Indian service firms have grown doing consulting.
What's your positioning vis-a-vis such companies?
The company has taken dramatic turns in the last 15 years of its existence.
In early nineties, we were known as a client-server firm. And when the Web
happened in 1998, people said Sapient would never get the Web. A lot of our
competitors from back then have disappeared. We took a decision to make software
development out of India. More importantly, we would look at our Indian
operation not as an ODC but as an equal office to any other office around the
world. It is focusing on who we are and how we do things and not what we do.
Indian firms have been there from a long time. It's a big market. We are
aiming to grow big, but size is not the primary driver that makes sense. We want
to maintain our culture that is very different. It is different in a way that it
delivers more value to clients. Indian firms are formidable competitors. We have
never gauged our success by overtaking competitors. We have gauged our success
by competing with ourselves.
If India is on an equal level, don't you leverage on
cost arbitrage?
Over 50% of our workforce is in India now. Yes, we leverage that. But we
don't leverage to the extent that Indian folks disappear in the back. We
encourage our clients to visit India. We want them to know how it works. We
leverage cost arbitrage but do it in a way that is consistent with our culture
that brings folks in our India operations involved as early as business
development, which is a big deal.
It is usually painful for MNCs that go in for a globally
distributed model. What was your experience?
The good news is that we like a little pain. Sapient started as a company
that was committed to fixed time, fixed price. This was the time when a vast
majority of work was taking time and material and ran over budget, deadlines
consistently. Not only did we have the marketing message, we actually delivered
on that message 83% of the times. It was painful to do. People told us that it
was impossible to have a company that can do that. It was a question of mindset.
We became public that added more pressure. When Internet came along, we added
more capabilities, business consulting, creative design. Add to this the
globally distributed model. In 1996, we picked a big systems project from one of
the top global ISPs in the world. The CIO looked at the proposal and said, he
likes fixed time fixed price, but was not prepared to pay the rates for our
developers. It took us a good year and a half to just get it working. We now try
to combine three things most people would never like to combine. These are
continuing to do globally distributed delivery on a method that is CMMI
accessible, and on a methodology that is agile.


Activity – Omitting all images, set down every line below exactly as it appears.
Segment Start: Source records
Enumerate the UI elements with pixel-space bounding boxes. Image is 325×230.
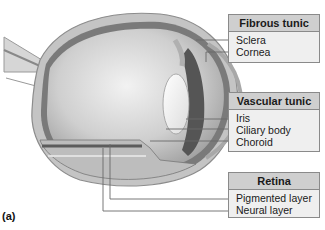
retina-box: Retina Pigmented layer Neural layer <box>228 172 320 218</box>
label-choroid: Choroid <box>236 136 319 148</box>
vascular-tunic-header: Vascular tunic <box>229 93 319 110</box>
fibrous-tunic-box: Fibrous tunic Sclera Cornea <box>228 14 320 63</box>
fibrous-tunic-header: Fibrous tunic <box>229 15 319 32</box>
label-pigmented-layer: Pigmented layer <box>236 192 319 204</box>
label-ciliary-body: Ciliary body <box>236 124 319 136</box>
label-iris: Iris <box>236 112 319 124</box>
label-cornea: Cornea <box>236 46 319 58</box>
panel-letter: (a) <box>2 210 15 222</box>
retina-header: Retina <box>229 173 319 190</box>
lens <box>163 74 189 134</box>
label-neural-layer: Neural layer <box>236 204 319 216</box>
vascular-tunic-box: Vascular tunic Iris Ciliary body Choroid <box>228 92 320 152</box>
label-sclera: Sclera <box>236 34 319 46</box>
Segment End: Source records
Written reply –
Enumerate the UI elements with pixel-space bounding boxes. Image is 325×230.
retina-box: Retina Pigmented layer Neural layer <box>228 172 320 218</box>
label-choroid: Choroid <box>236 136 319 148</box>
vascular-tunic-header: Vascular tunic <box>229 93 319 110</box>
fibrous-tunic-box: Fibrous tunic Sclera Cornea <box>228 14 320 63</box>
fibrous-tunic-header: Fibrous tunic <box>229 15 319 32</box>
label-pigmented-layer: Pigmented layer <box>236 192 319 204</box>
label-ciliary-body: Ciliary body <box>236 124 319 136</box>
label-iris: Iris <box>236 112 319 124</box>
label-cornea: Cornea <box>236 46 319 58</box>
panel-letter: (a) <box>2 210 15 222</box>
retina-header: Retina <box>229 173 319 190</box>
lens <box>163 74 189 134</box>
label-neural-layer: Neural layer <box>236 204 319 216</box>
vascular-tunic-box: Vascular tunic Iris Ciliary body Choroid <box>228 92 320 152</box>
label-sclera: Sclera <box>236 34 319 46</box>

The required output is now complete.